Haler, 333 N.C. at 262, 425 S.E.2d at 701 (quoting Shelton v. Morehead Memorial Hospital, 318 N.C. 76, 82, 347 S.E.2d 824, 828 (1986)).

            The legislature has placed no limitation on the superior court’s discretion in awarding fees pursuant to §97-90(c). It has merely provided the Industrial Commission and the trial court with guidance as to the factors to be considered when an attorneys’ fees award is being decided. The trial court, pursuant to its discretion under §97-90, appears to have the authority to fashion an attorneys’ fees award that would take into account the special circumstances of a case such as the one at bar as the workers’ compensation rules provide for doctors in the medical compensation realm. When an insurance carrier is responsible for attorneys’ fees pursuant to N.C. Gen. Stat. §97-88.1, the trial court may award attorneys an amount based on a percentage of the medical compensation recovered to be paid by the bad faith carrier over and above what they have already been ordered to pay to the medical providers and the claimant. For example, the facts in the present case were that the Industrial Commission awarded claimant indemnity compensation (including penalties). Further, it ordered that the medical providers be compensated for their bills, totaling approximately $410,000.00. Both of these amounts were to be paid by defendant carrier. The Commission then awarded appellees attorneys’ fees in an amount equal to 25% of the indemnity award. This amount was also to be paid by the defendant carrier as it had violated §97-88.1. On appeal from the Industrial Commission, the trial court, in its discretion pursuant to §97-90(c), could determine that the appellees should be further compensated. Upon the proper findings of fact as to the work and the special nature of the case, the trial court could order that the defendant carrier should further pay appellees an amount based upon a percentage (be it 1%, 5%, 10% or so on) of the $410,000.00 medical compensation. This amount would be over and above what was ordered by the Industrial Commission to be paid by defendant carrier. Such a result appears to be within the power of the trial court as prescribed by §97-90(c) and reviewable only for an abuse of discretion.

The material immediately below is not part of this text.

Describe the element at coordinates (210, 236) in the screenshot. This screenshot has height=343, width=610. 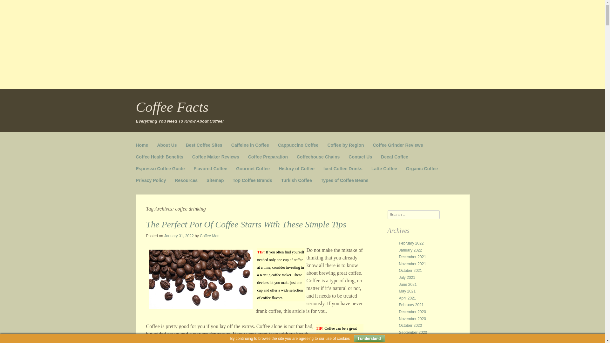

            This matter is therefore vacated and remanded to the trial court for a determination of an appropriate attorney fee. The trial court is not prohibited from utilizing a percentage of the medical compensation as a basis for a fee. The trial court may not, however, reduce the compensation paid to medical providers in order to fund the fee award. In making its determination, the trial court should be guided by the factors set forth in the N.C. Gen. Stat. §97-90(c).

            Vacated and remanded.

            Chief Judge EAGLES and Judge ELMORE concur.